Raphael Montañez Ortiz’s film, music and video art represent a missing link in the history of experimental media in the post-WWII era that helped redefine the idea of modern art after Abstract Expressionism. Born in 1934, Ortiz is a key figure of the 1960s international “Destruction in Art” movement, U.S.-based Guerrilla Theater and Latino art (including as founder of El Museo del Barrio). His object-based work is in the permanent collections of major U.S. and European art museums. But Ortiz’s turn to destruction in art started by way of film in the late 1950s with his use of ritual and shamanic approaches to the destruction of 16mm films sold for home viewing. These recycled films are concurrent with similar work by Bruce Conner and other avant-garde filmmakers around the world, but they signal a distinct alternative to traditionally modernist work relying on classical music composition and “diagnostic” editing as a critique of media culture.
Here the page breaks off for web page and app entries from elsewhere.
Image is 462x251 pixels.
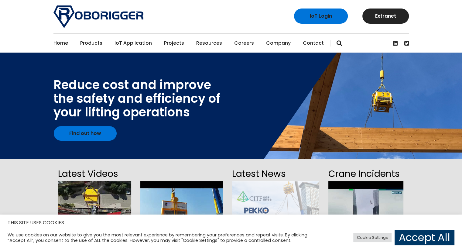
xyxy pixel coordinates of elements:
a: Products [80,34,102,53]
a: Home [53,34,68,53]
div: Reduce cost and improve the safety and efficiency of your lifting operations [53,78,220,119]
h2: Latest News [232,166,319,181]
a: IoT Login [294,9,348,24]
h2: Latest Videos [58,166,131,181]
img: hqdefault.jpg [58,181,131,242]
a: Extranet [362,9,409,24]
h5: THIS SITE USES COOKIES [8,219,454,227]
a: Company [266,34,291,53]
a: Find out how [54,126,117,141]
img: Roborigger [53,5,143,28]
div: We use cookies on our website to give you the most relevant experience by remembering your prefer... [8,232,320,243]
a: Contact [303,34,324,53]
h2: Crane Incidents [328,166,403,181]
a: Accept All [395,230,454,245]
a: Projects [164,34,184,53]
a: Careers [234,34,254,53]
img: hqdefault.jpg [140,181,223,242]
a: IoT Application [114,34,152,53]
a: Resources [196,34,222,53]
a: Cookie Settings [353,233,391,242]
img: hqdefault.jpg [328,181,403,242]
Ortiz extended his work from ritual destruction to performance-based editing in the 1980s and 1990s through what he called “scratch videos.” His extensive media collection — archived at UCLA — includes footage documenting the emergence of performance, installation art and experimental music in New York City. This two-night program surveys the full scope of his media art since the late 1950s.
Series curated and notes written by Chon Noriega, Distinguished Professor, UCLA School of Theater Film and Television.
Special thanks to our community partners: Echo Park Film Collective, Puerto Ricans in Action, UCLA Department of World Arts and Cultures/Dance, UCLA School of Theater, Film and Television.